More interestingly, Michael then delves into the nature of the hit song itself, and how MySpace and iTunes might be starting to challenge that idea.
The trend is clear. More artists are selling less records. In the fastest-growing music store on earth, iTunes, it may appear that more artists are selling more downloads. But even there, the preferred music-biz model of a manageable handful of blockbuster artists shaping the sales graph is going rapidly pear-shaped.
In his book The Long Tail, American market analyst Chris Anderson comes to grips with a modern retail environment of unlimited stock, an online digital realm unhampered by physical shelf space.
Here everyone sells a few tracks - dead guys, live ones, old ones, new ones, the Red Jumpsuit Apparatus, the Milwaukee Symphony Orchestra, hell, even Soul Asylum - regardless of what the global entertainment factory is shoving at you.
We’ve been stuck, Anderson writes, “in a hit-driven mindset. We think that if something isn’t a hit, it won’t make money and so won’t return the cost of its production. We assume, in other words, that only hits derserve to exist.”
But companies such as iTunes don’t have production costs, Anderson points out, and they’ve “discovered that the ‘misses’ usually make money too. And, because there are so many more of them, that money can add up quickly to a huge new market.”
This differs from the positivist view that I outlined earlier, because it is a model that still includes the middle man (in the form of iTunes, but you could also include MySpace and whatever other conduits are waiting in the wings, Google surely being one of them). Also, the very idea of producing a hit in your basement is an idea that doesn’t belong in a world where the “hit”, as such, is a thing of the past. The pie might be getting bigger and more diverse, on this view, but the slices are also getting smaller. On the one hand, the old monopolies are being broken down, letting more music get in on the action. On the other hand, new monopolies have taken their place, but the new monopolies have a fundamentally different character. The old record companies used to filter out all the wannabes, pick winners and back those winners with funding to produce and distribute hit records. The new players act more as aggregators rather than filters, welcoming everyone into the fold, taking only a small share of each sale, but offering very little in return.

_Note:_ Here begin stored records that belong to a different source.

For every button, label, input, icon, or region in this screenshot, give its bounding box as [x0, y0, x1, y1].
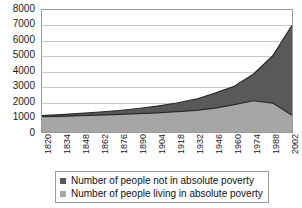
x-tick-label: 2002 — [291, 134, 300, 154]
x-axis-labels: 1820 1834 1848 1862 1876 1890 1904 1918 … — [41, 134, 293, 168]
y-tick-label: 0 — [29, 128, 35, 138]
legend-swatch-icon — [59, 190, 67, 198]
legend-swatch-icon — [59, 177, 67, 185]
poverty-area-chart: 8000 7000 6000 5000 4000 3000 2000 1000 … — [0, 0, 302, 208]
legend-item-in-poverty: Number of people living in absolute pove… — [59, 187, 263, 200]
y-tick-label: 5000 — [13, 50, 35, 60]
legend-item-not-in-poverty: Number of people not in absolute poverty — [59, 174, 263, 187]
y-tick-label: 6000 — [13, 35, 35, 45]
y-tick-label: 2000 — [13, 97, 35, 107]
plot-area — [41, 9, 293, 133]
y-tick-label: 8000 — [13, 4, 35, 14]
x-tick-label: 1848 — [82, 134, 91, 154]
x-tick-label: 1876 — [120, 134, 129, 154]
y-tick-label: 7000 — [13, 19, 35, 29]
y-axis-labels: 8000 7000 6000 5000 4000 3000 2000 1000 … — [0, 0, 38, 140]
x-tick-label: 1862 — [101, 134, 110, 154]
x-tick-label: 1960 — [234, 134, 243, 154]
chart-legend: Number of people not in absolute poverty… — [55, 171, 269, 203]
stacked-area-series — [42, 10, 292, 132]
y-tick-label: 1000 — [13, 112, 35, 122]
x-tick-label: 1918 — [177, 134, 186, 154]
x-tick-label: 1946 — [215, 134, 224, 154]
x-tick-label: 1988 — [272, 134, 281, 154]
x-tick-label: 1974 — [253, 134, 262, 154]
x-tick-label: 1904 — [158, 134, 167, 154]
y-tick-label: 3000 — [13, 81, 35, 91]
x-tick-label: 1820 — [44, 134, 53, 154]
x-tick-label: 1932 — [196, 134, 205, 154]
legend-label: Number of people not in absolute poverty — [71, 175, 254, 186]
x-tick-label: 1834 — [63, 134, 72, 154]
x-tick-label: 1890 — [139, 134, 148, 154]
y-tick-label: 4000 — [13, 66, 35, 76]
legend-label: Number of people living in absolute pove… — [71, 188, 263, 199]
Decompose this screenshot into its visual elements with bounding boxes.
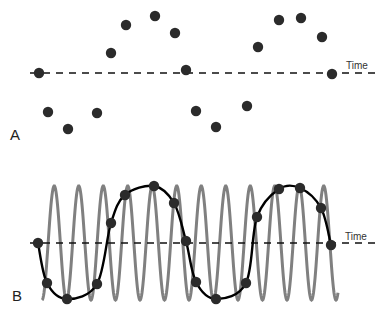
sample-point [274,15,284,25]
sample-point [62,294,72,304]
sample-point [274,184,284,194]
sample-point [252,212,262,222]
sample-point [316,203,326,213]
sample-point [63,124,73,134]
sample-point [211,122,221,132]
sample-point [327,69,337,79]
sample-point [43,107,53,117]
time-axis-label-a: Time [346,60,368,71]
figure-canvas [0,0,391,316]
sample-point [211,294,221,304]
sample-point [191,106,201,116]
sample-point [33,238,43,248]
sample-point [241,278,251,288]
sample-point [169,198,179,208]
panel-label-b: B [12,287,22,304]
sample-point [181,65,191,75]
sample-point [120,190,130,200]
sample-point [34,68,44,78]
time-axis-label-b: Time [345,231,367,242]
sample-point [295,183,305,193]
sample-point [92,279,102,289]
sample-point [121,20,131,30]
sample-point [296,13,306,23]
sample-point [181,236,191,246]
sample-point [317,32,327,42]
sample-point [149,181,159,191]
panel-label-a: A [10,126,20,143]
sample-point [106,218,116,228]
sample-point [106,48,116,58]
sample-point [326,240,336,250]
aliasing-figure: A Time B Time [0,0,391,316]
sample-point [150,11,160,21]
sample-point [170,28,180,38]
sample-point [253,42,263,52]
sample-point [242,101,252,111]
sample-point [42,278,52,288]
panel-b-aliased-waveform [30,181,380,304]
panel-a-sampled-points [30,11,380,134]
sample-point [191,277,201,287]
sample-point [92,108,102,118]
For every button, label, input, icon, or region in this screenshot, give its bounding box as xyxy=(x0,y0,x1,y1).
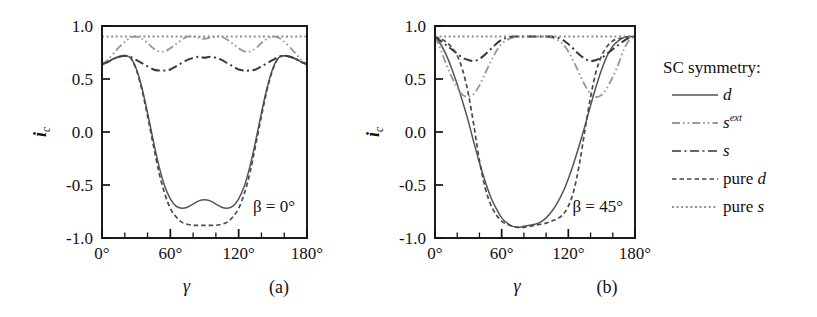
curve-b-s xyxy=(435,37,635,61)
curve-b-sext xyxy=(435,37,635,98)
legend-label-0: d xyxy=(723,85,732,104)
legend-title: SC symmetry: xyxy=(663,58,761,77)
legend-label-4: pure s xyxy=(723,197,764,216)
legend-label-1: sext xyxy=(723,112,743,132)
x-tick-label-b-2: 120° xyxy=(552,244,584,263)
panel-label-b: (b) xyxy=(597,277,618,298)
y-axis-label-text-b: ic xyxy=(363,127,385,137)
x-tick-label-a-2: 120° xyxy=(223,244,255,263)
y-axis-label-text-a: ic xyxy=(30,127,52,137)
legend: SC symmetry:dsextspure dpure s xyxy=(663,58,766,216)
x-tick-label-b-0: 0° xyxy=(427,244,442,263)
panel-label-a: (a) xyxy=(269,277,289,298)
legend-label-2: s xyxy=(723,141,730,160)
x-tick-label-a-3: 180° xyxy=(291,244,323,263)
legend-item-s[interactable]: s xyxy=(672,141,730,160)
y-tick-label-b-1: 0.5 xyxy=(405,70,426,89)
x-tick-label-a-1: 60° xyxy=(158,244,182,263)
x-tick-label-b-3: 180° xyxy=(619,244,651,263)
figure-root: 1.00.50.0-0.5-1.00°60°120°180°icγ(a)β = … xyxy=(0,0,817,317)
y-tick-label-a-3: -0.5 xyxy=(66,176,93,195)
y-tick-label-a-2: 0.0 xyxy=(72,123,93,142)
x-axis-label-b: γ xyxy=(513,276,521,296)
x-tick-label-a-0: 0° xyxy=(94,244,109,263)
legend-label-3: pure d xyxy=(723,169,766,188)
y-tick-label-a-1: 0.5 xyxy=(72,70,93,89)
y-tick-label-b-3: -0.5 xyxy=(399,176,426,195)
figure-svg: 1.00.50.0-0.5-1.00°60°120°180°icγ(a)β = … xyxy=(0,0,817,317)
legend-item-pure-s[interactable]: pure s xyxy=(672,197,764,216)
legend-item-s-ext[interactable]: sext xyxy=(672,112,743,132)
legend-item-d[interactable]: d xyxy=(672,85,732,104)
y-tick-label-a-4: -1.0 xyxy=(66,229,93,248)
x-axis-label-a: γ xyxy=(183,276,191,296)
plot-panel-b: 1.00.50.0-0.5-1.00°60°120°180°icγ(b)β = … xyxy=(363,17,651,298)
annotation-beta-a: β = 0° xyxy=(253,197,295,216)
y-tick-label-b-0: 1.0 xyxy=(405,17,426,36)
y-axis-label-b: ic xyxy=(363,127,385,137)
curve-a-d xyxy=(102,56,307,209)
y-tick-label-b-4: -1.0 xyxy=(399,229,426,248)
legend-item-pure-d[interactable]: pure d xyxy=(672,169,766,188)
y-tick-label-a-0: 1.0 xyxy=(72,17,93,36)
y-tick-label-b-2: 0.0 xyxy=(405,123,426,142)
annotation-beta-b: β = 45° xyxy=(572,197,623,216)
plot-panel-a: 1.00.50.0-0.5-1.00°60°120°180°icγ(a)β = … xyxy=(30,17,323,298)
x-tick-label-b-1: 60° xyxy=(490,244,514,263)
y-axis-label-a: ic xyxy=(30,127,52,137)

It was always one of my hopes for the internet that media content would become more diverse as individuals gained a greater capacity to pick and choose instead of being forced to suckle on one of a limited number of big-media teats. A corollary of that, and one that I haven’t thought through very thoroughly, is that music is going to be repositioned in our culture. The few major content outlets did more than just get music into people’s houses and cars and workplaces - they also outlined a common cultural agenda around which our societies gathered. A world in which Hey Jude is just another selection on the iPod playlists of those who happen to like it is a world in which such a song cannot become a common unit of cultural currency. Mass media, for better or worse, is a significant part of the way that we relate to each other.
It might be naive to imagine that we’re in the last days of the hit song. Dwyer and Anderson might be right, though - we could be looking at a future where a hit song becomes something like another funny YouTube video, something that emerges from the tag clouds for a week or so to be replaced by the next amusement without having time to work its way into any common cultural memory. Artists might snag a few fans along the way who will download their wallpapers and ringtones and fill MySpace forums with OMGs, but the fans will be geographically diverse and their pencil cases will be unlikely to carry the same carefully-crafted band logos as the rest of their classmates at school (which begs the question: will anyone bother? When I inscribed the Kiss logo on my pencil case in primary school, it wasn’t because I actually liked the band - it just seemed like the thing to do.).
I instinctively like the idea of mass media being broken down into pockets of genuine enthusiasts, and I’m optimistic about the sort of cultural landscape that might result from that, but I have to admit that I have no idea what it will actually look like, and it’s possible that I might find myself nostalgic for the bad old days. As well as changes to music, of course, there will be changes to television and newspapers and movies and magazines and every other kind of media. I think music is providing a test case, because it is particularly download-friendly (as compared with movies and television), and it has a good range of technologies to make digitally-distributed content usable at the consumer end (unlike the print media at this point). Is there going to be an iTunes-like model for purchasing journalism? TV sitcoms are almost there, and I suppose that news and current affairs can’t be far behind. Each type of media will have its own economics that will dictate what kind of online model (if any) can supplant the mass media equivalent. I think it’s going to be an interesting twenty years.
*I wish I was a punk rocker with flowers in my hair is the first line. I can’t help wondering whether flowers in the hair were really standard dress for punk rockers. Admittedly, it might have been tough to squeeze “with a dynabolt through my uvula” into her iambic heptameter.
2 Comments
- Francis Xavier Holden replied:
I miss the exciting discovery after a search for good or new music through reading overseas magazines, contact with people and ruffling through music bins and I think we are a bit poorer for that. However thats really nostalgia. After all I leaped to the net and mailing lists years ago to extend my music mind before compression was widespread and swapping tapes via hard mail was the go.
But the main thing I think we have lost with the segmentation and “individualisation” of music is that “common unit of cultural currency” you refer to. A song that seeps into the national conciousness so much that grannies and two year olds recognise it. One that the unhip, the wannabe hip, the almost hip, the hip and the post hip all know. They may not love it, but it enables reproduction, irony, referencing and even rejection.
Somebody has to do a version of “A Few of My Favourite Things” and importantly there has to be some kind of mass “hit” before Coltrane can do his magic, so that nowdays anyone who throws out the tune in the middle of something else can be recognised for their taste and sense of history. Or something like that.
Countdown was an important program for the reason it (within constrained parameters I know) presented a large cross section of “pop” to multi generational audiences.
I don’t know what the last “hit” was in Australia that would be recognised from Birdsville to Brunswick by drunks, rock snobs and aunties. Khe Sahn? Teen Spirit? Throw Your Arms Around Me? Acidently Kelly St? Four Seasons in One Day?
August 7th, 2006 at 2:04 pm. Permalink.
- Dan replied:
so that nowdays anyone who throws out the tune in the middle of something else can be recognised for their taste and sense of history.
(Or for being a smartarse … but let’s leave jazz politics out of this
That’s a good question about the last Australian universal pop hit. I suspect that it would be something used on a TV commercial or as a theme for a TV show … which means, though I shudder to make the suggsetion, that Lift by Shannon Noll might fit the bill, via The Biggest Loser.
August 7th, 2006 at 10:11 pm. Permalink.